Google and The Red Queen – An Essay By Extropia DaSilva

NEUROMARKETING

And what might occur if digital intermediaries use that power in the service of Google’s other main purpose, which is advertisement? We saw earlier how information on the Web can be divided up into ‘low-level information’ and ‘high-level knowledge’. This is just as true of reality itself, and a lot of unconscious brain activity is devoted to filtering information gathered by our senses and deciding what is important enough  to be brought into consciousness. Stephen Quartz, from the California Institute of Technology, has run experiments in which volunteers watch movie trailers while undergoing a brain scan. Doing so can provide a clue as to how well the trailer will be remembered, by revealing whether activity around the hippocampus and other areas crucial for storing new impressions in long-term memory light up. According to Lone Frank, author of the book ‘Mindfields: How Brain Science Is Changing Our World’, “Quartz would like to refine his methods to the point where they can say something about what is characteristic about a given stimulus and what the brain takes special notice of… Greater knowledge about what kind of activity patterns determine which details slip through could lead to the development of a trailer according to what is most likely to be remembered”.

Quartz himself has commented, “my big interest is how the brain represents value… how it learns to make predictions about what yields a reward. I mean, one of the great watersheds of human development was the brain’s ability to recognise value not just in the form of utility, but also in the form of social value”. One of the great challenges for marketing is the fact that most of the products being advertised are not really valuable- at least, not in the sense of being necessary for survival. This fact was pointed out in an essay written in 1970 by Daniel Bell called ‘The Cultural Contradiction Of Capitalism’. Our economy was created to feed our lifestyles rather than our bellies. Obviously, food, drink and shelter remain as important now as they were in the past. But, (in the West at least) we have such an abundance of produce that we do not concern ourselves with where the next meal is coming from; instead we are concerned with brands. What is a brand? According to Quartz, “functionally, modern products are uniform. They do the same thing… [a brand] is a social distinction we are creating, since there is no difference in the product”.

Well, perhaps that comes as no surprise. After all, it is no secret that branding influences our choices and shopping habits by constructing a whole mental universe around some physical thing. But, neuromarketing is now revealing the power of brands to change the way we comprehend sense impressions.  The classic example is cola. In an experiment conducted by Read Montague of Houstan’s Baylor College, it was proved that Pepsi Cola tastes better than Coca-Cola. How was such a thing proved? By having volunteers taste the two without knowing which was which and then judging which was best. Pepsi was the clear winner.
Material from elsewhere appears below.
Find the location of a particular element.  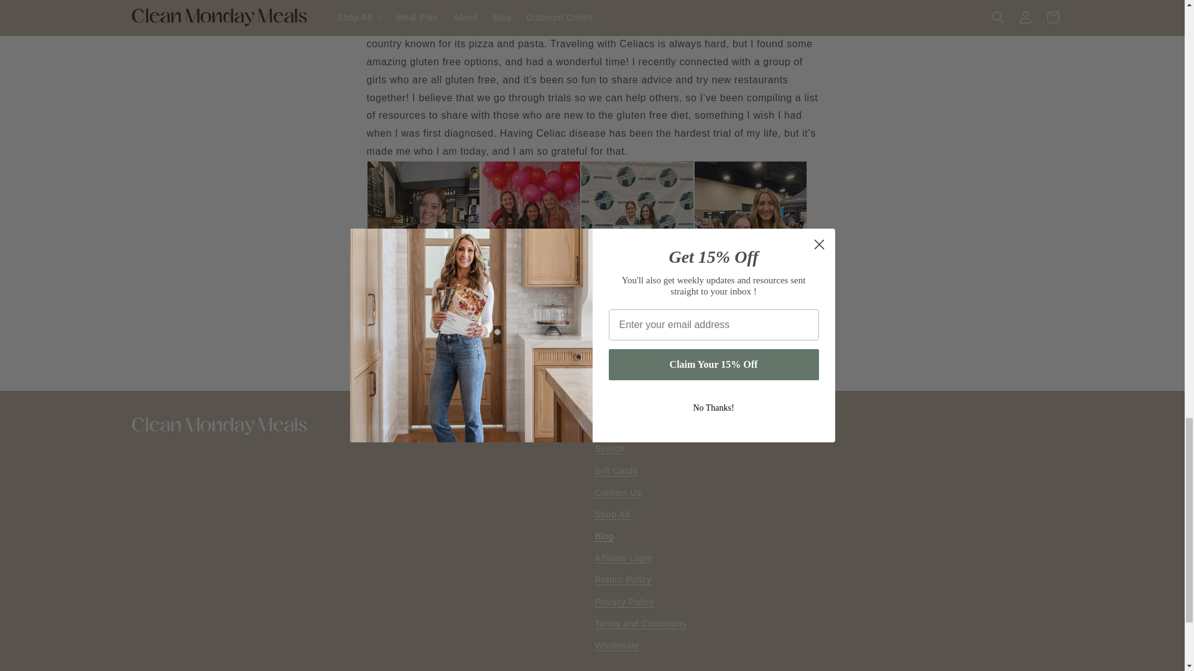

Also, brain scans showed Pepsi set off greater activity in the ventral putamen, an area which (among other things) is a component of the reward system.

So, Pepsi is objectively better than Coca-Cola. However, the latter far outsells its rival and most people swear it is the superior taste. When Montague repeated the taste test (but this time with both drinks clearly labelled) the same volunteers who had previously judged Pepsi to be best now changed their minds — literally. Brain scans now revealed activity in the medial prefrontal cortex, areas involved in how we relate to ourselves and to who we are. Lone Frank commented, “the product that actually tasted worse… was viewed as better when the whole identification apparatus and the idea ‘this is so me’ when into action”.

This is not just limited to Coca-Cola, but to all brands that people judge to be ’cool’. Show someone a picture of such a product, and brain scans will show activity in areas associated with self-evaluation, self-representation and self-identity. As Quartz said, “this fits in well with the idea that the individual product has to be incorporated in some way into your social self. So when you are making assessments, you’re thinking of yourself in social situations with the product and of how it influences your status and other people’s view of you”.

All of which points to a ‘double-whammy’ in search engines’ ongoing efforts to determine ‘who you are; what you are like’. On the hardware side of things, Vinge’s digital gaia scenario foresees microprocessors embedded in most — if not all — physical products. Imagine the metadata that could be obtained by combining information about the kinds of brands a person prefers with geo-tagged snapshots and what books or magazines he or she favours and what passages from any particular publication interests him or her and what seems to be a turn-off. Then imagine adding the software side of things — what music they prefer to download and listen to, all  tweets, blog posts and comments, all search queries…

The ‘software’ side of things might also refer to the software of the mind. According to Marco Iacaboni of the University of California, “I’m sure there is brain activity that, in reality, is better at predicting people’s behaviour than any statement they make themselves”. Currently, brain scans are only suggestive of the underlying activity. FMRI scans show us where activity is occurring in the brain, but not the precise details of how such activity translates into perception, behaviour and memory. But, recall the work of the Blue Brain Project and how “we can trace back every molecule, every cell, every connection and see how the memory was formed”. One day, computer simulations like these may  greatly facillitate our understanding of brain dynamics and underlying mechanisms.